You are close be-side me | Chin-Jie Melodie Liu

Photo Access | 29 June to 12 August

You are close be-side me by Canberra-based Taiwanese artist Chin-Jie Melodie Liu, questions traditional memorialisation practices in the digital era, drawing from her experience of virtually attending her grandfather's funeral last year.

This is a fascinating exhibition. Personal experience tells me it is hard enough to participate remotely in the funeral of an old friend whom you haven’t seen for some considerable time. Virtually attending your much-loved grandfather's funeral must be an extraordinarily emotional experience. A great deal of the emotion felt by this artist is not just shown to gallery visitors, but very much shared with each of them who take the time to look closely at the images. The exhibited prints are actually CMYK screen-prints on Stonehenge paper, not matted or framed but simply pinned to the wall.

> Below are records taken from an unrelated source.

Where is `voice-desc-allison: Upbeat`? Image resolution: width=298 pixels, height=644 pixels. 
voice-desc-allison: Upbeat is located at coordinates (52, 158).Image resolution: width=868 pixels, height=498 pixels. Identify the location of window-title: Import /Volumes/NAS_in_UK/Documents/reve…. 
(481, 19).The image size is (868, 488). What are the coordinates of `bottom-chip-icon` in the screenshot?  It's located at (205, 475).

Almost all of the works show screenshots that the artist took during the Zoomed memorial service – sadly with patchy and disconnected video when there were network issues and when guests at the service accidentally knocked the phone stand over. We see Covid-masked people at the funeral, floral tributes, musicians playing, a photographer using a camera, and a man bowing in respect. We see Melodie herself as a zoom participant. Most of the screenshots are paired with phone camera shots taken by her sister Annette An-Jen Liu who, because of pandemic restrictions, was the only grandchild able to be at the Taiwan funeral in person. Despite only Melodie’s name being on the image list in the catalogue, it is, therefore, very much a collaborative exhibition with Annette.

Looking at her sister’s phone photos, which have been described as footnotes to the screenshots, Melodie noticed they were of things she had not seen on Zoom. They were of ceremonial proceedings intended only for immediate family members – of which she, of course, was one. From that she realised she had only been “present” for a portion of the funeral and “excluded” from the parts intended for immediate family. So using Annette’s images provides additional context to the scenes she did not witness.

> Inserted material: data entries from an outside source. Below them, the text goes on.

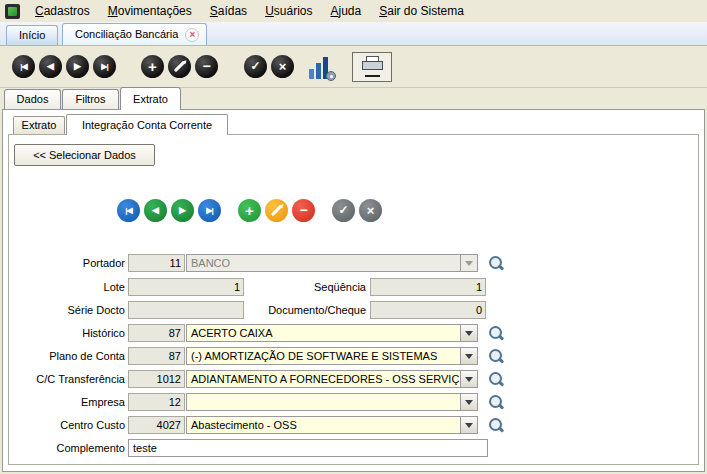  Describe the element at coordinates (370, 210) in the screenshot. I see `detail-cancel-button: ×` at that location.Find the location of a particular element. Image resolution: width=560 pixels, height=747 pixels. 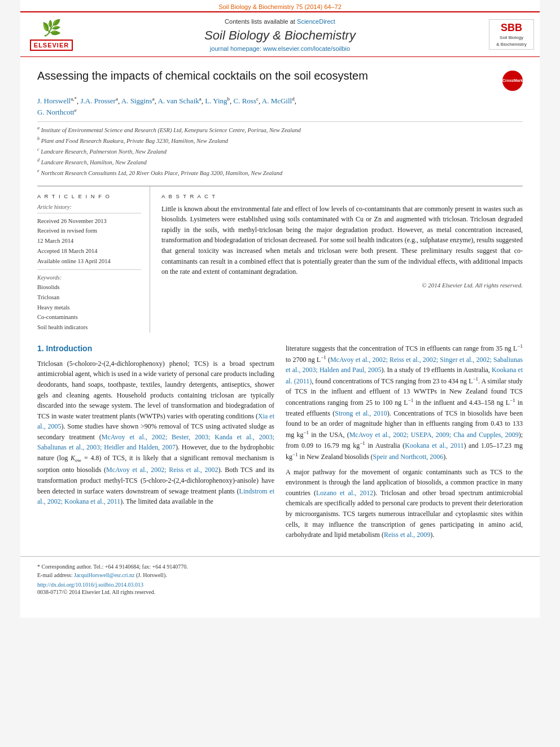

The titles of the artworks reveal much of the artist’s feelings. Anyone who has ever had just a little experience of Jewish or Christian worship, or read the best-known parts of the Bible, will recognise words from the much-loved Psalm 23 which uses a shepherd's care for his sheep as a metaphor to describe the wisdom, strength, and kindness of God. For many, the words serve as a reminder that God is faithful and can be trusted in life or death, good times or bad. Every exhibit title comes from one or another version of that psalm, which was sung at the funeral.

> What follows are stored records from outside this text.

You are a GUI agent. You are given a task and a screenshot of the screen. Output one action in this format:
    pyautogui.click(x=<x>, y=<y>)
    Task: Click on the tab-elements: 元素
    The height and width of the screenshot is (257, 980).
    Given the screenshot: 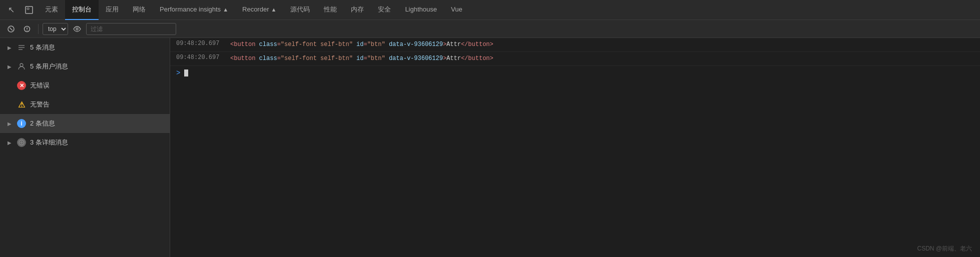 What is the action you would take?
    pyautogui.click(x=52, y=10)
    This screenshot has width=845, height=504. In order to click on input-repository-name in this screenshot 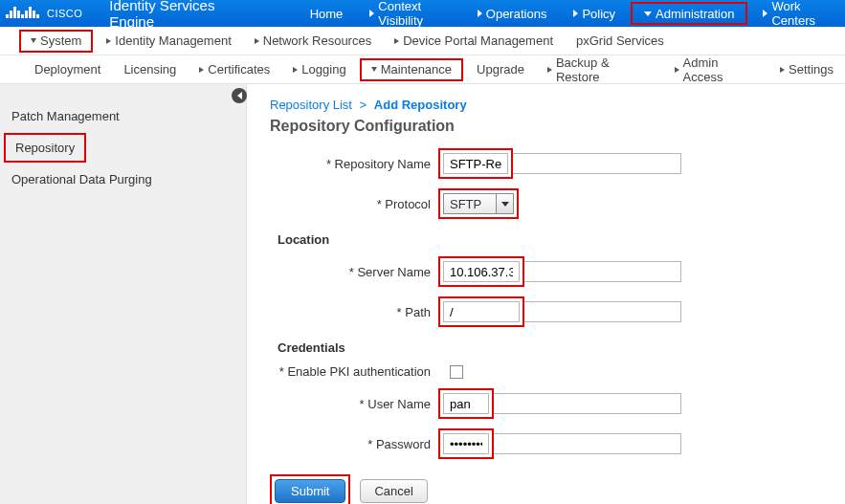, I will do `click(476, 164)`.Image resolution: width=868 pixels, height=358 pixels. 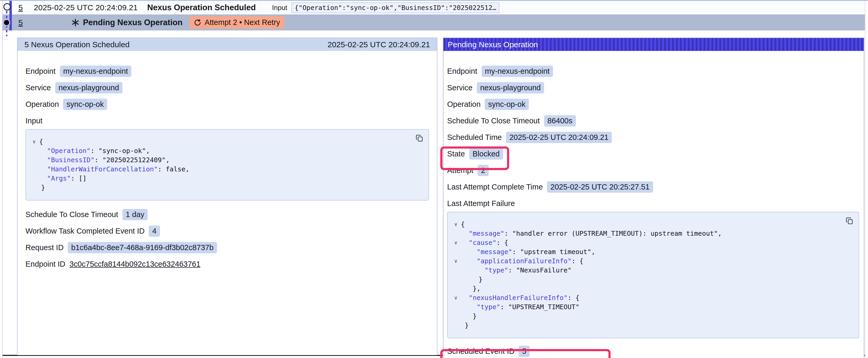 I want to click on json-code: "nexusHandlerFailureInfo": {, so click(x=520, y=298).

Chin-Jie Melodie Liu, You are close be-side me, 2023, CMYK screen-print on Stonehenge paper, paired with footnote image by Annette An-Jen Liu (2022, digital photograph).

Chin-Jie Melodie Liu, lead me by the quiet stream, 2023, CMYK screen-print on Stonehenge paper,  paired with footnote image by Annette An-Jen Liu (2022, digital photograph).

So, as we look at the images and read their titles, we can see and know the author’s emotions as she felt close to her grandfather and drew personal comfort from the familiar words assuring her that she (and he) had nothing to fear as they rested in green pastures beside a quiet stream. She took strength from knowing the days ahead would be filled with goodness and mercies.

Chin-Jie Melodie Liu, You have spread a feast for me, 2023, CMYK screen-print on Stonehenge paper, paired with footnote image by Annette An-Jen Liu (2022, digital photograph).


Whilst not all of the gallery visitors will have the same understanding of Psalm 23 or have had the same experience of faith as this family, each person looking at these works should, nevertheless, understand what is being shared with us. With both sisters’ images and the words of the psalm, it all hangs together most effectively.

The exhibition absolutely shows us the sisters’ shared grief and different mourning experiences, one in person at the actual event and the other via the digital access available in today’s world. In the exhibition catalogue, sister Annette says she is reminded of Susan Sontag’s description of photographs as “an invitation to sentimentality”, for the way they “turn the past into an object of tender regard”.

This review is also available on the author's blog here.